Monday, July 29, 2013

MOVIE REVIEW: The Wolverine

 
 
 



No one does The Wolverine better than Hugh Jackman.  NO ONE.  Even if you are bulked up like Hugh Jackman, you can't pull off the look.  Why?  Because, only Hugh Jackman can pull off The Wolverine and still look hot for the ladies and like the Marvel comic book superhero that he is to the guys.  Ok...so maybe Liev Schreiber could pull off the look too, but they never casted him as The Wolverine (he was casted as his brother, Sabretooth).

The Wolverine begins where X-Men 3 left off...life without Jean Gray.  For those who've forgotten...at the end of X-Men 3, Wolverine was forced to choose...save the woman he loved or save everyone from being destroyed by the woman he loved.  He chose to protect the world.  He had to kill the one woman he loved more than anything. 

The Wolverine is life after Jean Gray and Logan trying to live with knowing he had killed the woman he loved.  Where do we find him as we start our story?  Living like a hermit in a cave.

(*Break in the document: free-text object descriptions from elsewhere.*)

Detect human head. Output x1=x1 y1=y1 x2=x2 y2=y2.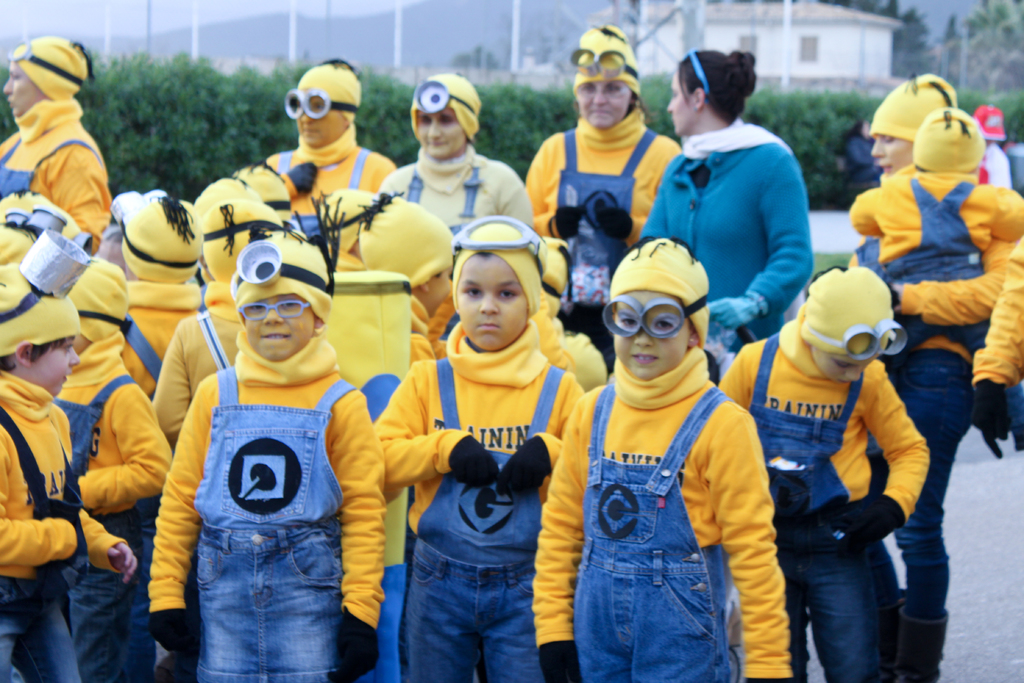
x1=283 y1=57 x2=362 y2=145.
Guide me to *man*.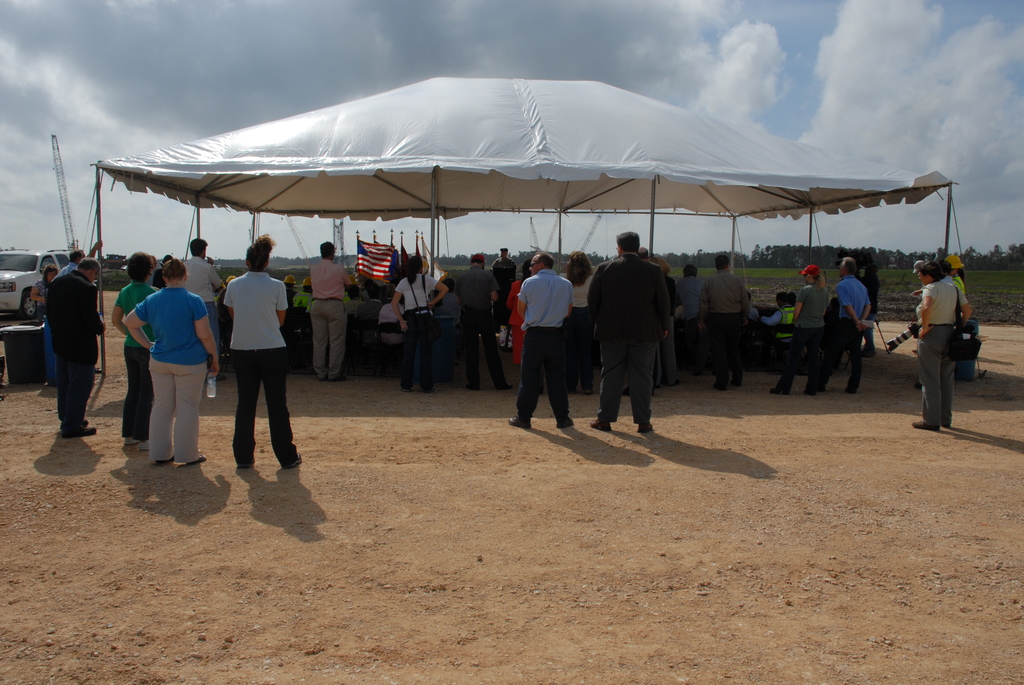
Guidance: 44/255/106/436.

A young woman from Tokyo (Yukio) goes looking for Logan because her employer wants to repay him for a debt.  Logan saved her employer's life back on August 9, 1945...the day the Americans dropped the atom bomb on Nagasaki.  He tried to repay Logan by giving him his family's ancestral sword.  Instead of taking the sword, he tells the young soldier, Yashida, that he should look after the sword for him. 

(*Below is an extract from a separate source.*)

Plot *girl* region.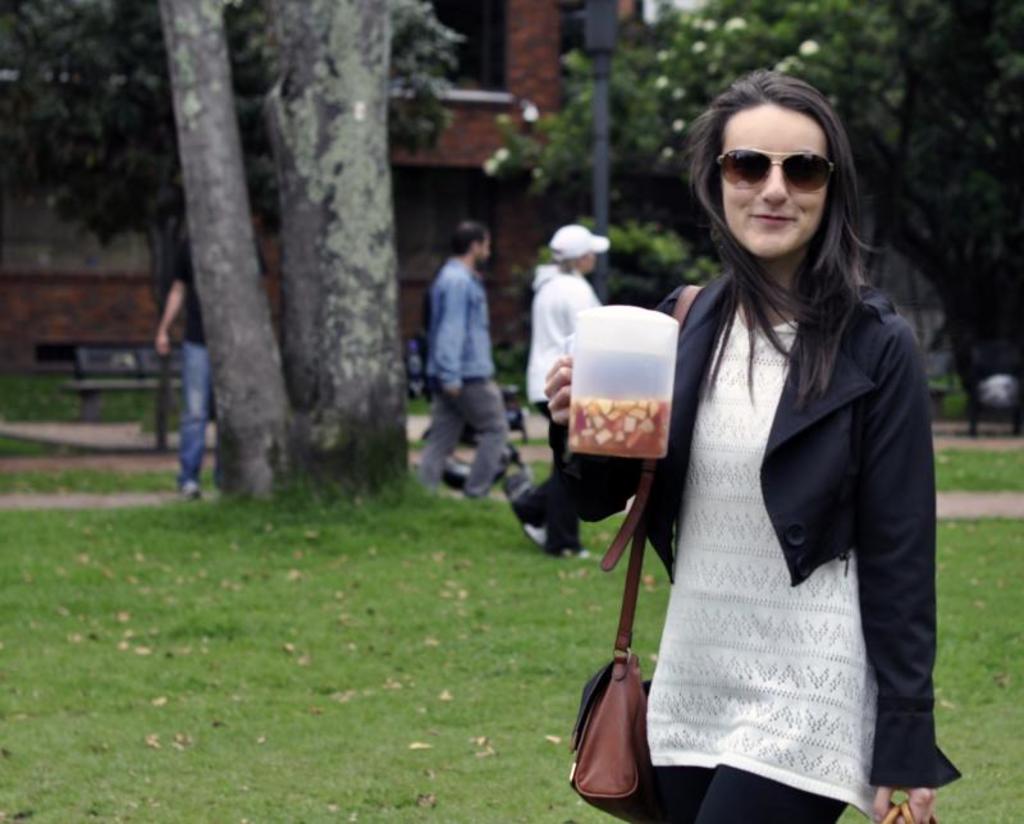
Plotted at locate(568, 69, 966, 823).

Yashida has sent this young woman to find Logan so that he can give him the sword and say his goodbyes.  He's dying.  He offers to give Logan something he's never had before...a mortal life.  He could have his immortality taken from him so that he could live out the rest of his life and die.  This appeals to Logan (to a degree). He could, after all, be with Jean Gray again.

Yashida was able to have his company develop a technology that could transfer Logan's immortality to himself.  Logan isn't so sure about transferring his immortality to someone else.  It's a curse, not a gift.  Yashida, an old, dying man, disagrees.

What Logan does not expect is that his ability to heal and his immortality would be taken from him (not at his will).  He wakes to discover Yashida is dead and that something is wrong.

Before Yashida died, he told Logan that his grand-daughter was in danger. He wanted to live to protect her.  Being the honorable man that Logan is, when danger arose, his only mission was to protect Yashida's grand-daughter and try to discover who was after her and why.

In the spirit of X-Men films, you will enjoy this one just as much as the others.  I don't think there's ever been a bad X-Men film.  The storylines are always great with a great cast of characters. 

I really loved the introduction of Yukio.  She reminds me of one of the girl ninja assassins from the Kill Bill films.  She could be just an innocent regular Japanese school girl...or she could be one of the best ninja assassins in Japan.  What I really love about her: she decides that she is Wolverine's bodyguard.  Like he ever needed a bodyguard...apparently, in this movie, he does.  Wolverine is always trying to protect some innocent person.  He's never had someone watching out for him before.  That's what I love about Yukio.  She's that damn good that she can protect The Wolverine.

The movie is out in theaters now.  If you're an X-Men fan, you'll enjoy this just as much as the other films.  After all, I think many of us have loved Wolverine ever since we picked up our first X-Men comic book. 

And yes, I do have a comic book collection.

xxoo,

Michelle


P.S.  Be on the lookout for X-Men: Days of Future Past due out May 23, 2014.  This film is the second installment in the X-Men: First Class trilogy.